522 unique words (COHA, 1890-1999) with frequency increase \(\ln\geq 2\) between any 2 successive spans of 10 years (& occur in \(\geq 2\) years & \(\geq 100\) times in the latter span).
word | freq. change | cumulative sum of decreases | cosine sim | normd. dist |
---|---|---|---|---|
relativism | +13.2 | |||
marxism | -5.68 | 5.68 | 0.68 | 0 |
thesis | +9.00 | 5.68 | 0.67 | 0.01 |
jacksonian | -11.64 | 17.32>13.2 | 0.66 | 0.03 |
Topical advection as a proxy: weighted mean log frequency change in the top \(n\) (PPMI-weighted) context words of the target.
Linear regression model predicting the cosine distance (normalized by value of top neighbor) where probability mass gets equalized | |||
Estimate | p | clearer competition signal if… | |
---|---|---|---|
advection | 0.0999 | <0.001 | lower comm. need |
occurs in n years | 0.0086 | <0.001 | bursty series |
abs. freq. change | 0.0005 | 0.011 | lower freq (change) |
max %decrease | 0.0008 | <0.001 | a clear loser |
R2=0.2, F=12.13(12,509), p<0.001 |
Also controlled for in the model, but all p>0.05: • standard deviation of yearly frequencies (burstiness) • semantic subspace instability • uniqueness of the form • smallest edit distance among closest semantic neighbors • polsemy • leftover probability mass • age of the word in the corpus • target decade.
Controlling for a range of factors, communicative need (operationalized by advection), describes a moderate amount of variance in competitive interactions between words: low advection words are more likely to replace a word with a similar meaning. Presumably high communicative need facilitates the co-existence of similar words.
Notes on the competition measure
The polysemy measure
Ongoing and future work
References
Karjus, A., Blythe, R.A., Kirby, S., Smith, K., 2018. Quantifying the dynamics of topical fluctuations in language. ArXiv preprint.
Regier, T., Carstensen, A., Kemp, C., 2016. Languages Support Efficient Communication about the Environment: Words for Snow Revisited. PLOS ONE 11, 1–17.
Gibson, E., Futrell, R., Jara-Ettinger, J., Mahowald, K., Bergen, L., Ratnasingam, S., Gibson, M., Piantadosi, S.T., Conway, B.R., 2017. Color naming across languages reflects color use. Proceedings of the National Academy of Sciences.
Hamilton, W.L., Leskovec, J., Jurafsky, D., 2016. Diachronic Word Embeddings Reveal Statistical Laws of Semantic Change, in: Proceedings of the 54th Annual Meeting of the Association for Computational Linguistics, ACL 2016, August 7-12, 2016, Berlin, Germany, Volume 1: Long Papers.
Xu, Y., Kemp, C., 2015. A Computational Evaluation of Two Laws of Semantic Change., in: CogSci.
Schlechtweg, Dominik, Stefanie Eckmann, Enrico Santus, Sabine Schulte im Walde, and Daniel Hole, 2017. German in Flux: Detecting Metaphoric Change via Word Entropy. arXiv preprint.
Petersen, A.M., Tenenbaum, J., Havlin, S., Stanley, H.E., 2012. Statistical Laws Governing Fluctuations in Word Use from Word Birth to Word Death. Scientific Reports 2.
Stewart, I., Eisenstein, J., 2018. Making “fetch” happen: The influence of social and linguistic context on nonstandard word growth and decline, in: Proceedings of the 2018 Conference on Empirical Methods in Natural Language Processing. Association for Computational Linguistics, Brussels, Belgium, pp. 4360–4370.
Turney P.D., Mohammad S.M., 2019 The natural selection of words: Finding the features of fitness. PLOS ONE 14(1): e0211512.
This research was supported by a Kristjan Jaak scholarship, funded and managed by Archimedes Foundation in collaboration with the Ministry of Education and Research of Estonia.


PROBLEM DETAILS: Among the entries below, find the lines with the word "series" and copy them.

━━━ GIVEN RECORDS

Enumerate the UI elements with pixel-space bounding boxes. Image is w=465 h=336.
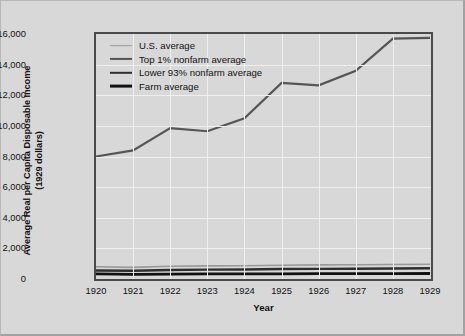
- legend-item: U.S. average: [110, 39, 262, 53]
- y-axis-tick-label: 12,000: [0, 89, 26, 100]
- gridline-horizontal: [96, 218, 431, 219]
- y-axis-tick-label: 8,000: [0, 151, 26, 162]
- series-line: [96, 268, 430, 270]
- legend-label: Lower 93% nonfarm average: [139, 67, 262, 78]
- legend-label: Top 1% nonfarm average: [139, 54, 246, 65]
- y-axis-title-line2: (1929 dollars): [33, 131, 43, 190]
- y-axis-tick-label: 6,000: [0, 181, 26, 192]
- gridline-horizontal: [96, 157, 431, 158]
- gridline-vertical: [356, 34, 357, 279]
- y-axis-tick-label: 2,000: [0, 242, 26, 253]
- legend-swatch-icon: [110, 55, 132, 64]
- gridline-horizontal: [96, 187, 431, 188]
- y-axis-tick-label: 10,000: [0, 120, 26, 131]
- y-axis-tick-label: 4,000: [0, 212, 26, 223]
- gridline-vertical: [393, 34, 394, 279]
- legend-label: U.S. average: [139, 40, 195, 51]
- gridline-vertical: [282, 34, 283, 279]
- x-axis-tick-label: 1929: [408, 285, 452, 296]
- x-axis-title: Year: [94, 302, 433, 313]
- y-axis-tick-label: 14,000: [0, 59, 26, 70]
- gridline-horizontal: [96, 126, 431, 127]
- legend-label: Farm average: [139, 81, 199, 92]
- gridline-vertical: [319, 34, 320, 279]
- legend-item: Farm average: [110, 80, 262, 94]
- series-line: [96, 264, 430, 267]
- y-axis-tick-label: 0: [0, 273, 26, 284]
- legend-swatch-icon: [110, 41, 132, 50]
- gridline-horizontal: [96, 95, 431, 96]
- y-axis-tick-label: 16,000: [0, 28, 26, 39]
- gridline-horizontal: [96, 248, 431, 249]
- legend-swatch-icon: [110, 82, 132, 91]
- legend-swatch-icon: [110, 68, 132, 77]
- legend-item: Top 1% nonfarm average: [110, 53, 262, 67]
- series-line: [96, 273, 430, 274]
- chart-legend: U.S. averageTop 1% nonfarm averageLower …: [110, 39, 262, 93]
- legend-item: Lower 93% nonfarm average: [110, 66, 262, 80]
- chart-figure: Average Real per Capita Disposable Incom…: [0, 0, 465, 336]
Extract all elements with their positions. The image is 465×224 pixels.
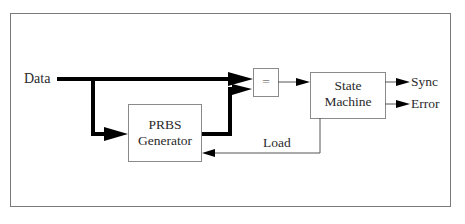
data-label: Data: [24, 71, 50, 86]
comparator-label: =: [253, 74, 279, 89]
prbs-input-arrow-icon: [104, 127, 128, 141]
prbs-label-line2: Generator: [128, 133, 202, 148]
state-machine-label-line2: Machine: [310, 94, 386, 109]
prbs-label-line1: PRBS: [128, 117, 202, 132]
load-label: Load: [263, 135, 291, 150]
sync-arrow-icon: [396, 78, 410, 86]
prbs-output-bus-line: [201, 89, 238, 134]
prbs-output-arrow-icon: [232, 84, 252, 95]
compare-arrow-icon: [296, 78, 310, 86]
data-arrow-icon: [228, 72, 253, 86]
diagram-canvas: [0, 0, 465, 224]
load-arrow-icon: [202, 149, 215, 157]
sync-label: Sync: [411, 74, 438, 89]
error-label: Error: [411, 96, 439, 111]
error-arrow-icon: [396, 100, 410, 108]
prbs-input-bus-line: [93, 79, 108, 134]
state-machine-label-line1: State: [310, 78, 386, 93]
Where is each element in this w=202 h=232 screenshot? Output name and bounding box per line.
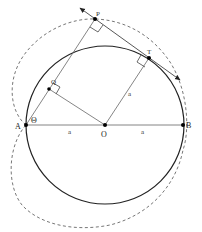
point-T	[147, 56, 151, 60]
label-theta: Θ	[31, 116, 37, 125]
label-a-OT: a	[128, 90, 132, 98]
label-T: T	[147, 48, 152, 56]
label-B: B	[186, 121, 191, 130]
right-angle-P	[90, 25, 103, 32]
radius-OT	[105, 58, 149, 125]
label-O: O	[101, 130, 107, 139]
label-a-AO: a	[68, 128, 72, 136]
line-OQ	[49, 89, 105, 125]
point-Q	[47, 87, 51, 91]
label-P: P	[96, 10, 100, 18]
geometry-diagram: A Θ O B P T Q a a a	[0, 0, 202, 232]
point-O	[103, 123, 107, 127]
pedal-curve-dashed	[11, 19, 187, 228]
label-Q: Q	[51, 78, 56, 86]
label-A: A	[15, 122, 21, 131]
point-B	[181, 123, 185, 127]
line-AP	[26, 19, 95, 125]
label-a-OB: a	[141, 128, 145, 136]
point-A	[24, 123, 28, 127]
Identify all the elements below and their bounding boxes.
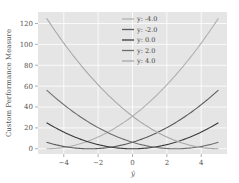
x-tick-label: 2 xyxy=(165,159,169,167)
x-tick-label: 4 xyxy=(199,159,204,167)
x-tick-label: −4 xyxy=(59,159,70,167)
legend-label: y: 4.0 xyxy=(136,57,155,65)
x-axis: −4−2024 xyxy=(59,154,204,167)
y-axis-label: Custom Performance Measure xyxy=(5,29,13,137)
chart: 020406080100120 −4−2024 Custom Performan… xyxy=(0,0,239,183)
y-tick-label: 100 xyxy=(20,41,33,49)
y-tick-label: 20 xyxy=(24,124,33,132)
y-tick-label: 80 xyxy=(24,62,33,70)
legend-label: y: 0.0 xyxy=(136,36,155,44)
y-tick-label: 0 xyxy=(29,145,33,153)
y-axis: 020406080100120 xyxy=(20,20,38,153)
legend-label: y: -4.0 xyxy=(136,15,157,23)
legend-label: y: 2.0 xyxy=(136,47,155,55)
x-axis-label: ŷ xyxy=(130,170,136,178)
y-tick-label: 60 xyxy=(24,83,33,91)
x-tick-label: 0 xyxy=(130,159,134,167)
y-tick-label: 120 xyxy=(20,20,33,28)
x-tick-label: −2 xyxy=(93,159,103,167)
y-tick-label: 40 xyxy=(24,103,33,111)
legend-label: y: -2.0 xyxy=(136,26,157,34)
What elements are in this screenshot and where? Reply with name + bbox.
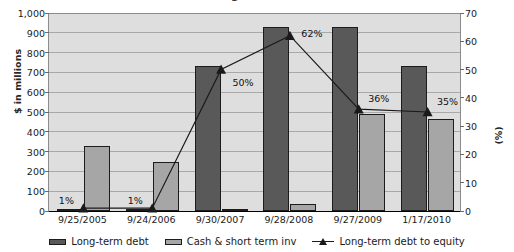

━━━━━━

OUTPUT:
- series-line: [96, 268, 430, 270]
- series-line: [96, 264, 430, 267]
- series-line: [96, 273, 430, 274]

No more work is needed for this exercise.